Canseco said what? What's steroids?

Sources have told Phil Rogers of the Chicago Tribune that commissioner Bud Selig plans to step down after the 2012 season, when his contract is up.

The good news is that we’ll be rid of him in three years.

The bad news is we still have to endure him for another three years. Hopefully he won’t foul up the game more than he has already in his Napoleonic reign.

Selig was first named as acting commissioner immediately following the resignation of Fay Vincent. George Steinbrenner and several other owners were led by Selig in a plot to overthrow Vincent who Selig believed was guilty of biting the hand that fed him. Vincent, had quickly become known for always acting independently and in the best interest of the game. He had zero tolerance for gambling, ethics violations, criminal activity and cheating. Selig was enraged at Vincent for ruling without bias, rather than siding with the owners who paid his salary. Following an 18-9 no-confidence vote that Selig held in the dark of night, Vincent resigned in disgust. The Selig era had begun.

Baseball as we knew it then, will never be the same again.

You almost got the feeling right away that Selig cared very little about tradition and keeping the game pure, clean and honest. One of the first things he did as commissioner was to reinstate George Steinbrenner who had been banned for life by Vincent. The Yankees owner hired one of his henchmen, a small time mafia hood name Howard Spira, to follow one of his own players in an attempt to dig up some dirt, and then blackmail him in an attempt to avoid paying him his remaining salary ($300K) which was going to a children’s charity. That player was Hall of Famer Dave Winfield.

Selig and Steinbrenner have had a close relationship ever since and Selig has turned a blind eye on many other ethical issues where the Yankees were concerned.

You kind of expected that Selig was nothing more than a shill for the owners right from the start, after all he was one of them, and was even found to be one of the key conspirators in the landmark 1987 collusion case where owners led by Bud Selig and Jerry Reinsdorf attempted to rig the free agent system. A judge ruled that the owners had to pay the players $280 million dollars in damages. The relationship and trust between the players and the owners would be damaged forever. Fay Vincent released a statement soon after the 1990 settlement.

The single biggest reality you guys have to face up to is collusion. You stole $280 million from the players, and the players are unified to a man around that issue, because you got caught and many of you are still involved.

In an attempt to recoup the $280 million dollars that was lost to the players, Selig’s first act as commissioner was to expand the league which led to a great dilution of talent and quality that still exists today. He also broke up the two leagues into smaller divisions while adding a third, and of course he ushered in the Wild Card format. Regardless of whether you liked or disliked any of those moves, we can all agree it was motivated solely by greed and not by a purist’s love of the game.

Selig was also responsible for canceling the World Series in 1994, and it became quite evident that MLB owners finally had themselves a commissioner that they have always longed for; a commissioner who was at their beck and call. For the first time in nearly 100 years, there would be no World Series. The impetus for the cancellation was the players strike. Selig saw it as an opportunity and a chance to punish the players for beating him in the collusion case, so he sided with the owners and killed the Fall Classic. Best interest of baseball or sweet revenge? You decide.

Forgive me father for I have sinned.

I can go on and on listing the many grievances I have with Bud Selig, who even fouled up something as pure and simple as the All Star game. The most embarrassing moment in All Star game history occurred on his watch in 2002, when the game was played in his own home park in Milwaukee that he himself helped construct. Because he allowed managers to play as many players as they could during regulation so as to give them all a chance to play, the game ended in a tie when both squads ran out of players. He stood up and waved for the umpires and told them to end the game in the 11th inning tied at 7-7. A tie in baseball? On that day there was plenty of crying in baseball.

Should I mention his ridiculous rule that grants World Series home-field advantage to the winner of the Mid Summer Classic?

Or how he turned a blind eye to rampant steroids use because players like Mark McGwire and Sammy Sosa were bringing in millions of dollars a day in marketing revenue?

He put on a hell of show in 2005 when he appeared before congress and pleaded ignorance, but only an idiot would have believed that sob story. That debacle culminated with the now infamous Mitchell Report and allegations that more than half of baseball players were cheating.

If it’s one thing Selig is not, it’s ignorant.

He is in fact a mad genius, a brilliant manipulator, and a master of the macabre. He has his fingers in every pot, and knows exactly what is going on in every facet of the game both on the field and in every front office.

USA Today once called him an agent of change, and they were certainly right about that, but change at what cost?

I’m sure that many of you will disagree with me or have a diferent opinion or perception of Bud Selig. This is mine.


> _TASK INSTRUCTIONS_
Report how many lines of the entries below contain the word "value", and nothing more.

───── DATA TO PROCESS ─────

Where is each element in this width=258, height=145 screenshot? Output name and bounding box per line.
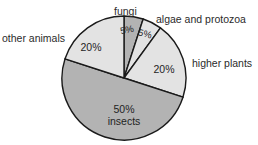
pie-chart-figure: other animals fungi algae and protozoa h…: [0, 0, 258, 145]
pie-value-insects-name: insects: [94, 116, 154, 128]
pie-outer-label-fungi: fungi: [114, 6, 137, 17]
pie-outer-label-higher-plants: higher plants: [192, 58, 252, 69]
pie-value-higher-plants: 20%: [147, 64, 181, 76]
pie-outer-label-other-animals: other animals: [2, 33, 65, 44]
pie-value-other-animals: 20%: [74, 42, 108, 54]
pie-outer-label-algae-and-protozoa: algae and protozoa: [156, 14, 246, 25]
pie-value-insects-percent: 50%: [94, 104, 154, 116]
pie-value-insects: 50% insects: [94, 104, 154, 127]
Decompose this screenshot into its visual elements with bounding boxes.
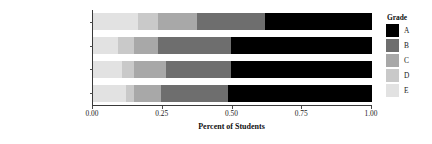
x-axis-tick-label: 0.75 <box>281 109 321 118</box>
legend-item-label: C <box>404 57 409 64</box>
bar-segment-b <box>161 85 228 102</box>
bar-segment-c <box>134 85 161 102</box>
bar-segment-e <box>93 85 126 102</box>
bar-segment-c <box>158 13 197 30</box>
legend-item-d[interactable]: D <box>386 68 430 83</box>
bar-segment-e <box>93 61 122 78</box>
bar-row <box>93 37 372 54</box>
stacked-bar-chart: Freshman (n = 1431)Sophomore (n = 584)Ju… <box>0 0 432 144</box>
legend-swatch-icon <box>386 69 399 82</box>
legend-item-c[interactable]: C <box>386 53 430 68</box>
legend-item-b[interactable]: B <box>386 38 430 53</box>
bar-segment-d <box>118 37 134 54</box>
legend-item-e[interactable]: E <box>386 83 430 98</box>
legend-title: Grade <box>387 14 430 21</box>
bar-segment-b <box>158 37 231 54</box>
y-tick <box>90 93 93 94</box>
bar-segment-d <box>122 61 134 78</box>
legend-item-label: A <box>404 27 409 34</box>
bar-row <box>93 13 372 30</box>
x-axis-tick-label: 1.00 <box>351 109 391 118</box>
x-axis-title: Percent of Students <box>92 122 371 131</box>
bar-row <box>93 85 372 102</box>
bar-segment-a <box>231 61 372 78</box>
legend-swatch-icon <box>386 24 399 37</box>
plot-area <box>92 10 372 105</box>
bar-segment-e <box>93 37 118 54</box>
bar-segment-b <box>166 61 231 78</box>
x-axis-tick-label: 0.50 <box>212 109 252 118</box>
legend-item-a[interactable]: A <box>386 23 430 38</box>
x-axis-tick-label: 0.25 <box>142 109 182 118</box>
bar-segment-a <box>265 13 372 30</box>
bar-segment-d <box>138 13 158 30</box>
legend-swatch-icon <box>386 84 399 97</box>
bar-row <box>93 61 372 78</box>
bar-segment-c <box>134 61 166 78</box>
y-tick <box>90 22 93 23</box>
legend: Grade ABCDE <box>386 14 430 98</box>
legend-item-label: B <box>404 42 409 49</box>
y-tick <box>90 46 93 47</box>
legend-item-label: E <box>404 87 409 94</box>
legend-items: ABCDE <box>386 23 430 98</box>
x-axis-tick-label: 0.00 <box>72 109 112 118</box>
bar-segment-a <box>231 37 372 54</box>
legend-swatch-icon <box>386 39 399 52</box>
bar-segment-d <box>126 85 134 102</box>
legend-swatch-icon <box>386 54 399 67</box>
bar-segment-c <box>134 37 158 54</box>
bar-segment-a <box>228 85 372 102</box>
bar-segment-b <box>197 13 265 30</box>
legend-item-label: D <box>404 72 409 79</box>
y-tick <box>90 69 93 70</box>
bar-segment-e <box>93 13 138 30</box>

─────
───── DATA TO PROCESS ─────

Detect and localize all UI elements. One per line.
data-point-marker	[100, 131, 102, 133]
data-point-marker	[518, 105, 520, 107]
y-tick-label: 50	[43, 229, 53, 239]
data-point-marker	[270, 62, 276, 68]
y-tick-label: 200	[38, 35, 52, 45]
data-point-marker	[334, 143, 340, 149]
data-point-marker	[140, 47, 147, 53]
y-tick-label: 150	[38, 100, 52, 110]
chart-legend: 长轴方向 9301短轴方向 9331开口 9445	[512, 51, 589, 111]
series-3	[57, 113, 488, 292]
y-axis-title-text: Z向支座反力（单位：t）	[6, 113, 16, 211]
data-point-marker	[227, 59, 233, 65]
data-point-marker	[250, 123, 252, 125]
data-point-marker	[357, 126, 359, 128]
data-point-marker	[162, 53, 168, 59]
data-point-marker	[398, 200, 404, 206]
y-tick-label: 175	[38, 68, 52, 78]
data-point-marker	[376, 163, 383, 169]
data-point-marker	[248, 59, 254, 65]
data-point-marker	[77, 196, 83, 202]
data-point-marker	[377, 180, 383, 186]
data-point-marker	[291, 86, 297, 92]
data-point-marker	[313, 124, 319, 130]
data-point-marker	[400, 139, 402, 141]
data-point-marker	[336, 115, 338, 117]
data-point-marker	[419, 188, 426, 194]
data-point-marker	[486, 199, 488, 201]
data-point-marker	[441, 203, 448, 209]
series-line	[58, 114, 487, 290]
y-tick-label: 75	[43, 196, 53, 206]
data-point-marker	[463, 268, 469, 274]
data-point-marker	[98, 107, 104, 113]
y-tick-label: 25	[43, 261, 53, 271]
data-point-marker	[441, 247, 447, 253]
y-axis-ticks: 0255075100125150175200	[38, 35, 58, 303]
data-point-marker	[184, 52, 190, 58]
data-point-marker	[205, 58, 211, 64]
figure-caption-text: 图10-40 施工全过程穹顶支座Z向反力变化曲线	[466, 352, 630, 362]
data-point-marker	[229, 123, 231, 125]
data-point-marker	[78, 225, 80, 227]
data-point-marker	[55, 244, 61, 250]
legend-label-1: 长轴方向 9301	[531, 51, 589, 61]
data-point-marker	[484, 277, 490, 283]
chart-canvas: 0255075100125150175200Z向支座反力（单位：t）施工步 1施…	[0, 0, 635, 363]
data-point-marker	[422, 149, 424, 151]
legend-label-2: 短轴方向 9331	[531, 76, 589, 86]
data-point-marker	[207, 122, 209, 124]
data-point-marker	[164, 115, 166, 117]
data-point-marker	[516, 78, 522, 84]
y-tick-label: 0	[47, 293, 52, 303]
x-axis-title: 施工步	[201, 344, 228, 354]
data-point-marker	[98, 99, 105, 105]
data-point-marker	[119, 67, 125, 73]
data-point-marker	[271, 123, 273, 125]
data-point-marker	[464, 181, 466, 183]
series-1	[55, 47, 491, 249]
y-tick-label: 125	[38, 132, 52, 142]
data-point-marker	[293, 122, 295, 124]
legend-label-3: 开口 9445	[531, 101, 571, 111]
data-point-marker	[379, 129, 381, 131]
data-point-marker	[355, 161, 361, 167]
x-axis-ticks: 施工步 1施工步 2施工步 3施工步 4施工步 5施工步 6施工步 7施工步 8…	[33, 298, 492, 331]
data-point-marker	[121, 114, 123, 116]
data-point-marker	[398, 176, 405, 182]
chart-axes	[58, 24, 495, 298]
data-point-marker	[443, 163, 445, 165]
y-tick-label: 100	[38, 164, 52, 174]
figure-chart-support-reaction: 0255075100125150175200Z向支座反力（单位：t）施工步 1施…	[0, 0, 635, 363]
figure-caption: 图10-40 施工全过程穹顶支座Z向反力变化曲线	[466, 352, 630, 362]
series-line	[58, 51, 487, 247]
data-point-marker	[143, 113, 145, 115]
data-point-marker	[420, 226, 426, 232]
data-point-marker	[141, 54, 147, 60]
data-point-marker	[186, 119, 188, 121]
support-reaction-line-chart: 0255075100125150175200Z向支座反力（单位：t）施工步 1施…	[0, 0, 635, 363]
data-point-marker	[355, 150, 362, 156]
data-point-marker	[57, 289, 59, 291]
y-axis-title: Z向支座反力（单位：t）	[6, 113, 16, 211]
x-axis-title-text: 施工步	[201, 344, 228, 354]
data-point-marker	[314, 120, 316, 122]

─────

> _EXERCISE OUTPUT_
5